The blackout in Pakistan affected more than 80 percent of the country’s population and all public services in all the major cities, including the capital, Islamabad.

A separatist group in the Naseerabad district of Baluchistan province in the country’s southwest caused the blackout by blowing up a major transmission line connected to the national grid.

It was the third such attack in two weeks.

“It shows the bad guys definitely do know what they’re doing when they want to – in a country with upwards of 100 nuclear weapons,” said Clare Lopez, vice president for research and analysis at the Washington-based Center for Security Policy.

In the latest attack on a major transmission line in Pakistan, two nuclear plants went offline after the outages while problems occurred at the country’s main international airport in Lahore.

Michael Maloof’s “A Nation Forsaken: EMP: The Escalating Threat of an American Catastrophe” exposes the startling threat that could destroy the nation’s critical infrastructure in a moment, sending the U.S. back to the 19th century technologically.

“(At) the prime minister’s directive, we are not to sleep until this problem is resolved,” said Pakistan’s Ministry of Water and Power in a Twitter message.

Explosions at two of the transmission sites in Naseerabad created a backward surge also affecting the system, making repairs difficult.
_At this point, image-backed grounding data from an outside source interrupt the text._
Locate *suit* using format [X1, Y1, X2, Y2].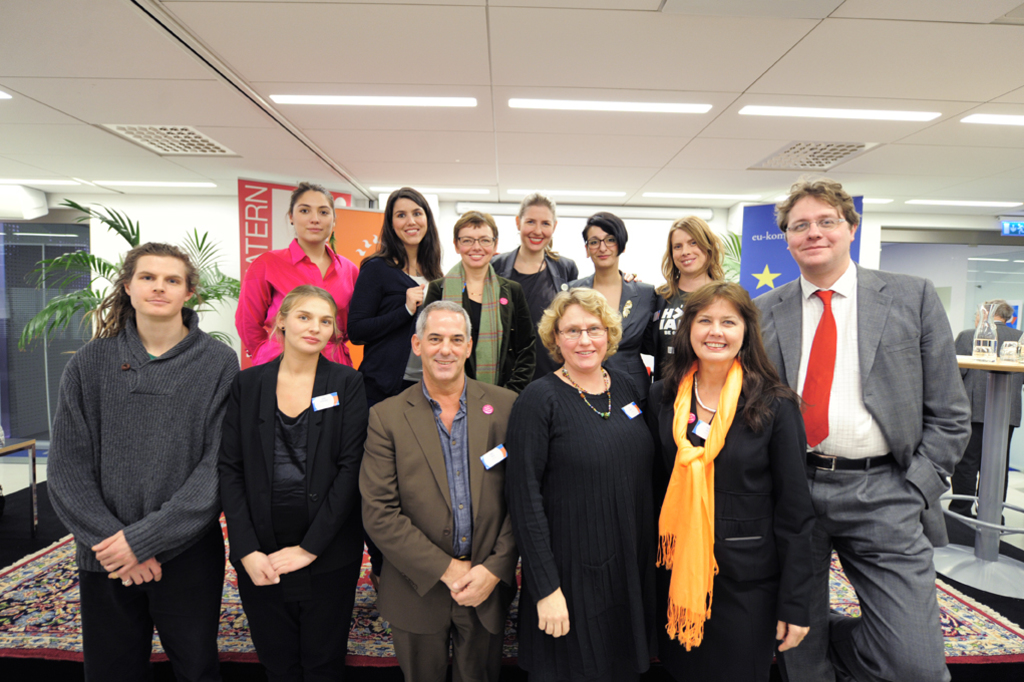
[489, 244, 581, 383].
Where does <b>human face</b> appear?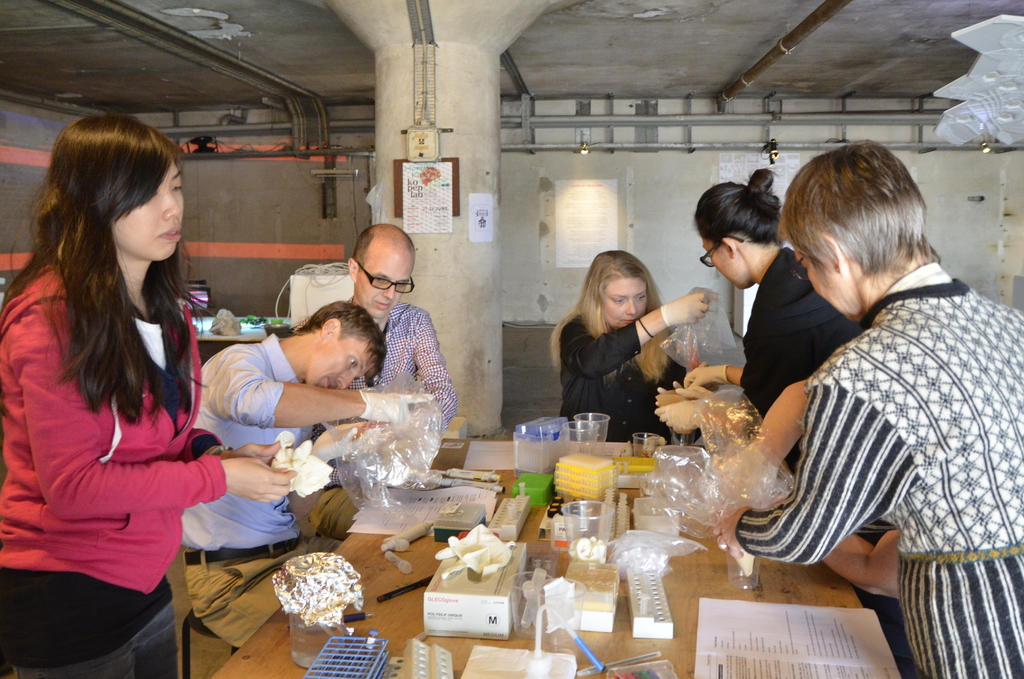
Appears at {"x1": 701, "y1": 239, "x2": 739, "y2": 292}.
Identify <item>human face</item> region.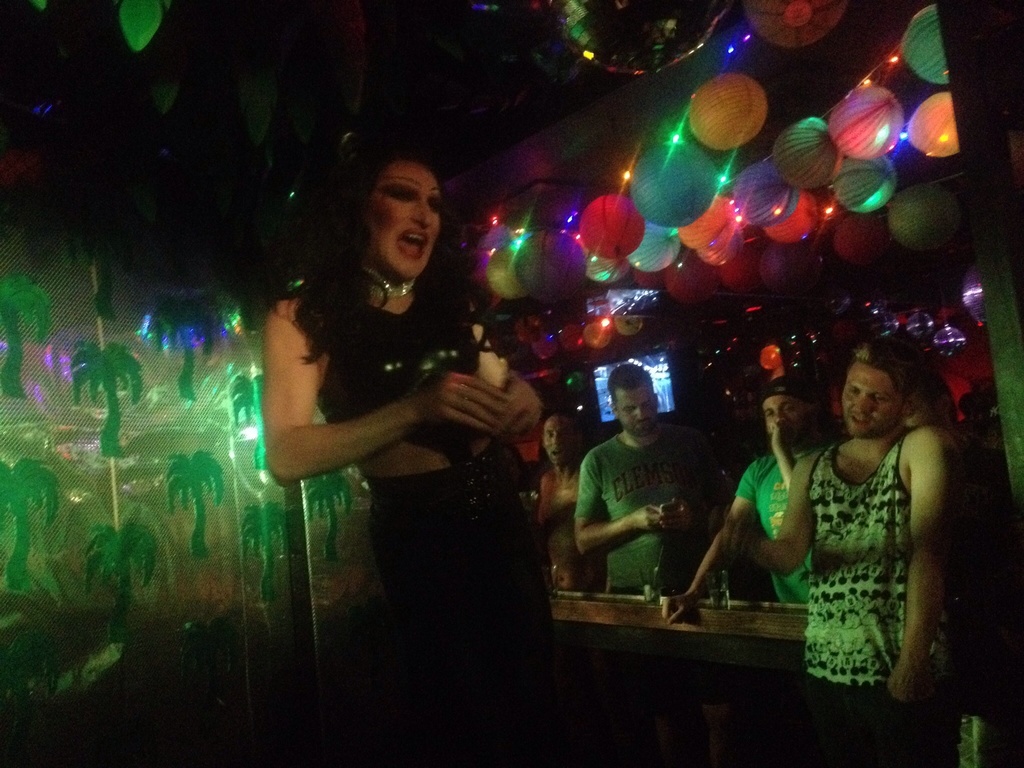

The massive blackout from the terrorist attack came just after Pakistan went through a gasoline shortage which caused Indian Prime Minister Nawaz Sharif to cancel his trip to the World Economic Forum in Davos. Plunging oil prices are creating a condition in which the national utility companies cannot make a profit to pay for maintenance and upgrades.

According to one expert, the attackers apparently found what is termed a “systempunkt,” an essential, focal point in the network.

“An attack on a systempunkt can generate cascades of failure that take down the entire network,” the source said. “It’s possible, although unlikely, the attackers knew this was the network’s systempunkt when they destroyed it.”